Amazon blog post in which they describe moving off serverless and to a good old monolith with a thought through architecture:

"Moving our service to a monolith reduced our infrastructure cost by over 90%. It also increased our scaling capabilities."

Looks like without the flow of free money, some teams are coming back to their senses.

https://www.primevideotech.com/video-streaming/scaling-up-the-prime-video-audio-video-monitoring-service-and-reducing-costs-by-90

Scaling up the Prime Video audio/video monitoring service and reducing costs by 90%

The move from a distributed microservices architecture to a monolith application helped achieve higher scale, resilience, and reduce costs.

Prime Video Tech
@_lennart guess they cut out the AWS solution architects from the decision making. 🤣
@klimpong The general rule of thumb "Anyone saying technology A is always better than technology B is incompetent" served me well through my entire career - use cases are very different out there ;)

@fh I don't disagree.

I guess this article hit too close to home. Currently auditing a company that's stuck in micro service hell on an AWS reference architecture. :P

@klimpong Makes sense - my teams run entire AWS services using either architecture, and they both work fine for what they are doing. It is fun to look at the different tradeoffs :)

I really struggle with the blogpost though - if the initial setup they built already failed at 5% of the predicted load, some of the usual design reviews and discussions must have been horribly wrong, and I am not sure what perspective that gives on the rest on the post..

@fh the hype cycle is real. So cool that we‘re both old enough to see yet another complete. 🫣
@klimpong Are you now referring to Crypto or to LLM? ;)
@fh lol… still waiting on those. Kinda scared what web3 brings us next. 🙈

@_lennart

I'm currently fighting microservices in my current employer!

First thing I said was, "Performance is going to SUCK."

And they said, "But, ... MIRCOSERVICES!!!"

(... entirely missing the point, obviously.)

.

So they got it working, ...

@_lennart

Aaaaand, ...

Performance SUCKS.

Who WouldA Thunk?!?!?! 🙄

.

Like, seriously; I'm "a backend guy," and just *watching* their demo makes me cringe. This thing is *Hard To USE*.

@_lennart

Years ago, I got an interview at Google!!!

I flew out. I did the interviews.

For the whiteboard coding interview, the guy kept saying, "You have unlimited memory."

I looked at the requirements and wrote a "traditional" one-pass small constant memory implementation.

He kept reminding me, "You have unlimited memory available!!!"

...

@_lennart

Well, I'm an old guy.

But I *do know* that *the fastest way* to process data coming from rotating media (or internet steams) is sequential one-pass.

Multi-threading / multi-processing *IS NOT FREE*!!!

Virtual Memory *IS NOT FREE*!!!

Network communication *IS NOT FREE*!!!

So, regardless of whatever "super-impressive ultra-modern technologies" you may have, one-pass with limited working storage is *Freek'n FAST* with all existing hardware.

...

@_lennart

They did not hire me.

.

(But I know what kinds of CPUs they buy. And that tells me that they are actually constrained by processing speed, *regardless* of what they may wish to believe, and what they tell others.)

X

@_lennart maybe a hot take but lambda nanoservices (idk name i made up for running containers per function) turning into something that can use a full cpu makes sense?

idk its one part of the infrastructure so maybe monolith feels like clickbait

@_lennart oh wow. I can imagine the nightmare architecture where the microservice fanboys had been leaving their mark.

To address this, we moved all components into a single process to keep the data transfer within the process memory, which also simplified the orchestration logic.

Yeah, I can imagine.

@_lennart I guess it’s more the refactoring or the greenfield approach and not so much the underlying deployment model. Ir at least I‘d say this scenario is ideal to save money while haven’t other benefits aswell. Throw away all legacy code.
@_lennart yup. I consult with small businesses on questions like this. Serverless is a billing model more than a technical architecture. Very good for operations that need to be quickly deployed and are essentially scheduled -- so the cost is controlled by the business and not customer demand.
@_lennart Frankly, in small projects, the only thing I find useful in Amazon’s well architected approach is caching.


### ASSIGNED TASK
Only the lines below from the one containing "Locate an element on the screen. This" through the last line should be set down, exactly as written and with no pictures.

### EXCERPTED RECORDS
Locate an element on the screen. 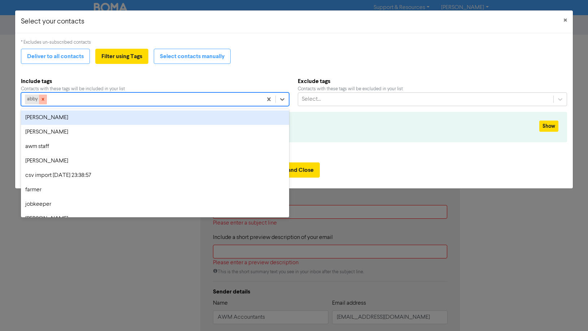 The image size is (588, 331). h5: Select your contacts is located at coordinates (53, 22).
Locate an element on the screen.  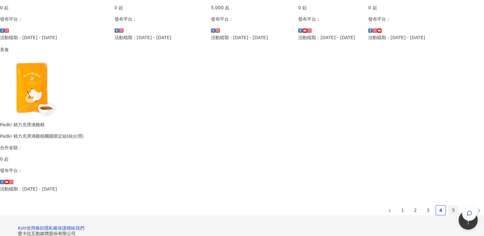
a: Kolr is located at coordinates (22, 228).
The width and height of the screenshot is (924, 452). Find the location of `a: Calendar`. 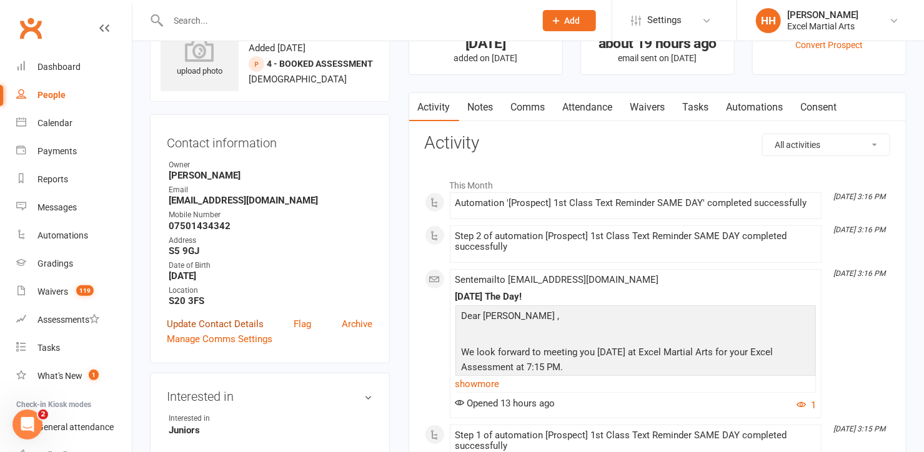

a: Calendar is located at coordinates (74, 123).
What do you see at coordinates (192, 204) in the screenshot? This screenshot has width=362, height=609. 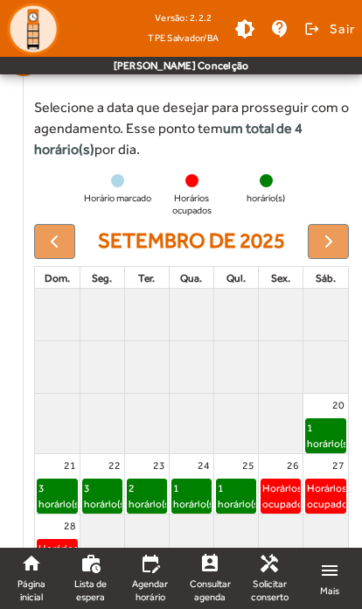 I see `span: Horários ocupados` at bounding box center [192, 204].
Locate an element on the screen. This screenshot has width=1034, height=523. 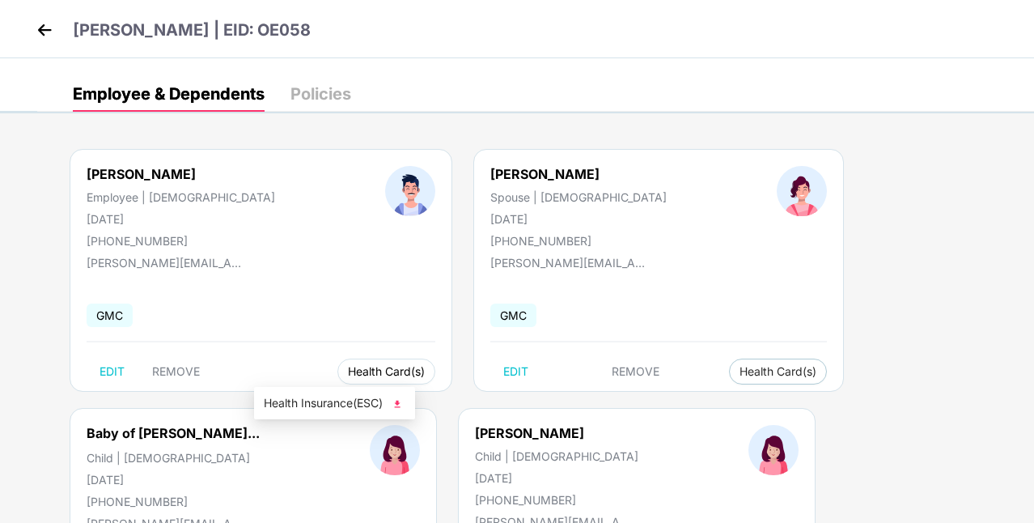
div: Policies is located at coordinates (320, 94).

### WRITTEN SOLUTION
Locate an element on the screen. This screenshot has width=1034, height=523. 
div: Policies is located at coordinates (320, 94).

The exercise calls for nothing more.